Set down word for word each line from the one containing "This screenshot has width=644, height=272." through the end of the records, both included. Do not copy any pictures.

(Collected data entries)
· · · ·
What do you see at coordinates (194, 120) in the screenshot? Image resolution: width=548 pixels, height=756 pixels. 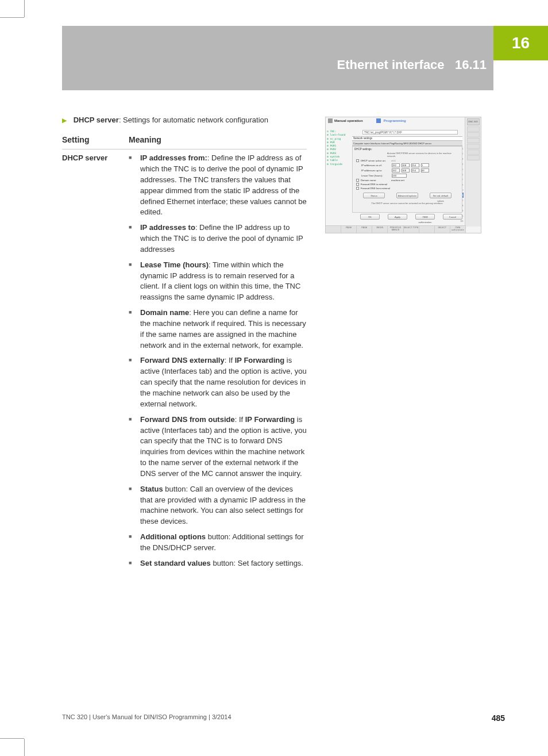 I see `intro-rest: : Settings for automatic network configu…` at bounding box center [194, 120].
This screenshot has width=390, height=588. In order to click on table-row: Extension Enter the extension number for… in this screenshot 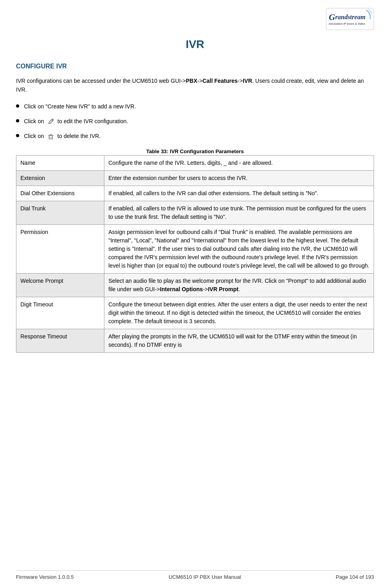, I will do `click(195, 178)`.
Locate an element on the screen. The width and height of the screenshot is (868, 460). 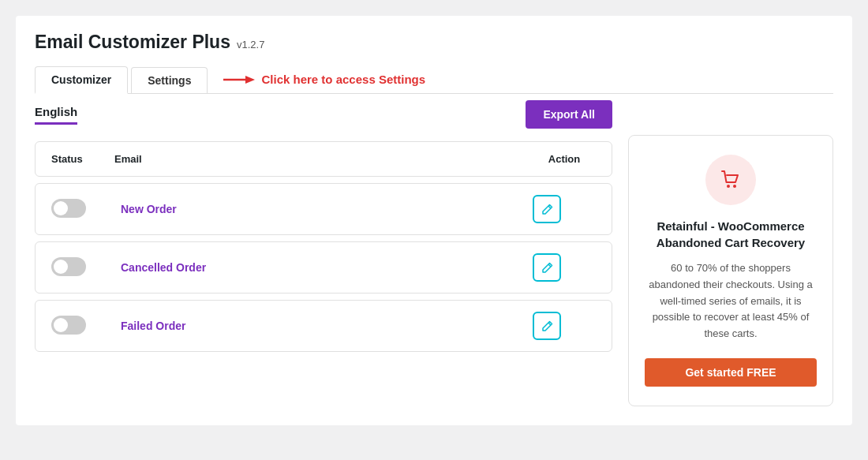
col-header-action: Action is located at coordinates (564, 159).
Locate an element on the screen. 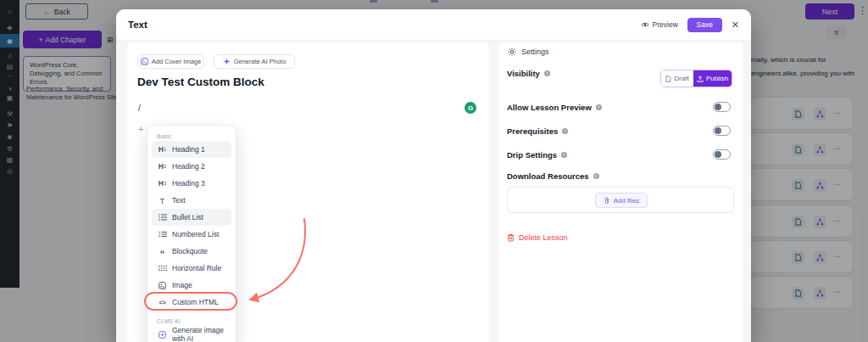 The width and height of the screenshot is (868, 342). image-plus-icon is located at coordinates (144, 61).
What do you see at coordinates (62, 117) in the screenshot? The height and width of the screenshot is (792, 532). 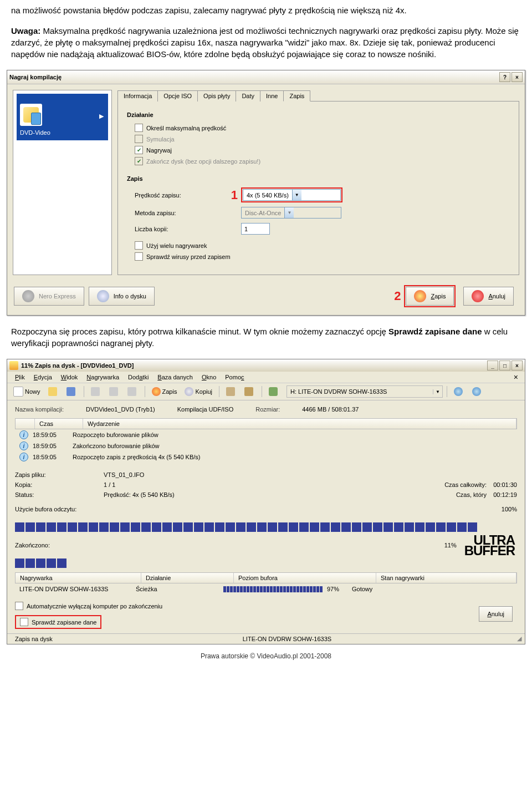 I see `dvd-video-mode: ▶ DVD-Video` at bounding box center [62, 117].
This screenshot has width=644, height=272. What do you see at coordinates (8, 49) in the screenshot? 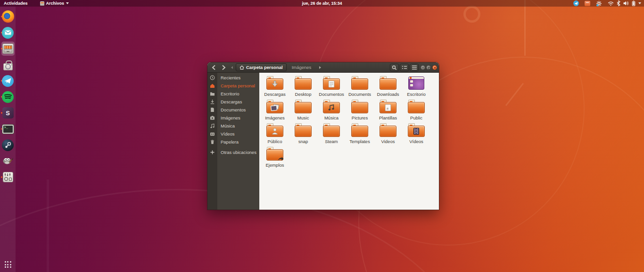
I see `dock-item-files` at bounding box center [8, 49].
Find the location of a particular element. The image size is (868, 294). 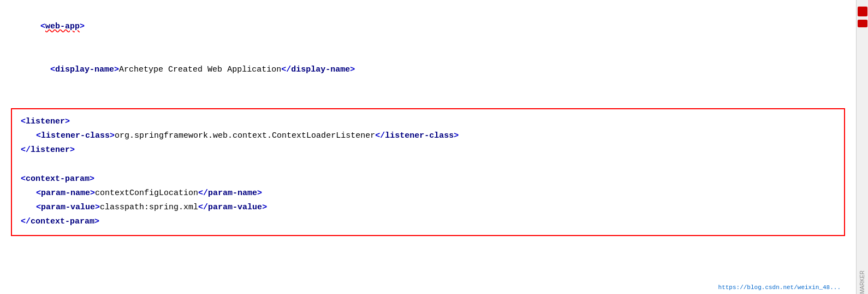

display-name-close-tag: display-name is located at coordinates (320, 70).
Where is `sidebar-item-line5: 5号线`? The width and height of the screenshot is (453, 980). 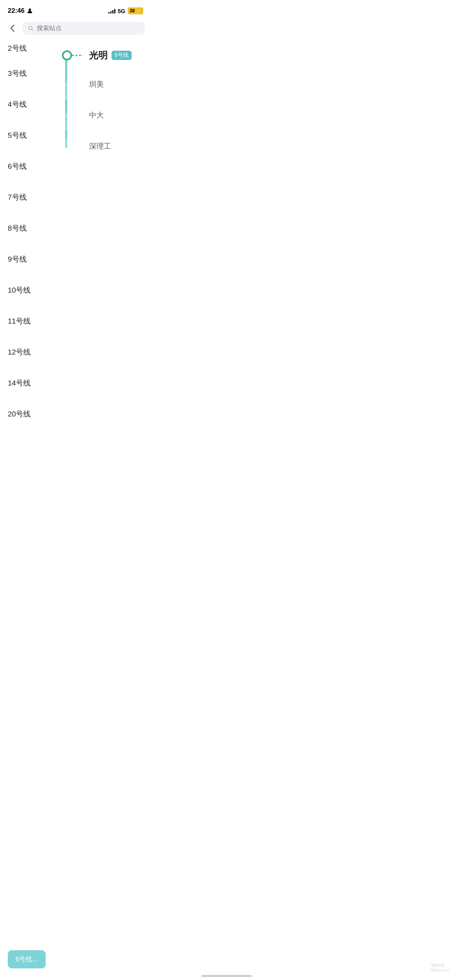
· · · ·
▸ Solution below
This screenshot has width=644, height=272. What do you see at coordinates (8, 49) in the screenshot? 
I see `dock-item-files` at bounding box center [8, 49].
Find the location of a particular element. The image size is (868, 294). 

display-name-close-tag: display-name is located at coordinates (320, 70).
Where is `sidebar-item-line5: 5号线`? The width and height of the screenshot is (453, 980). 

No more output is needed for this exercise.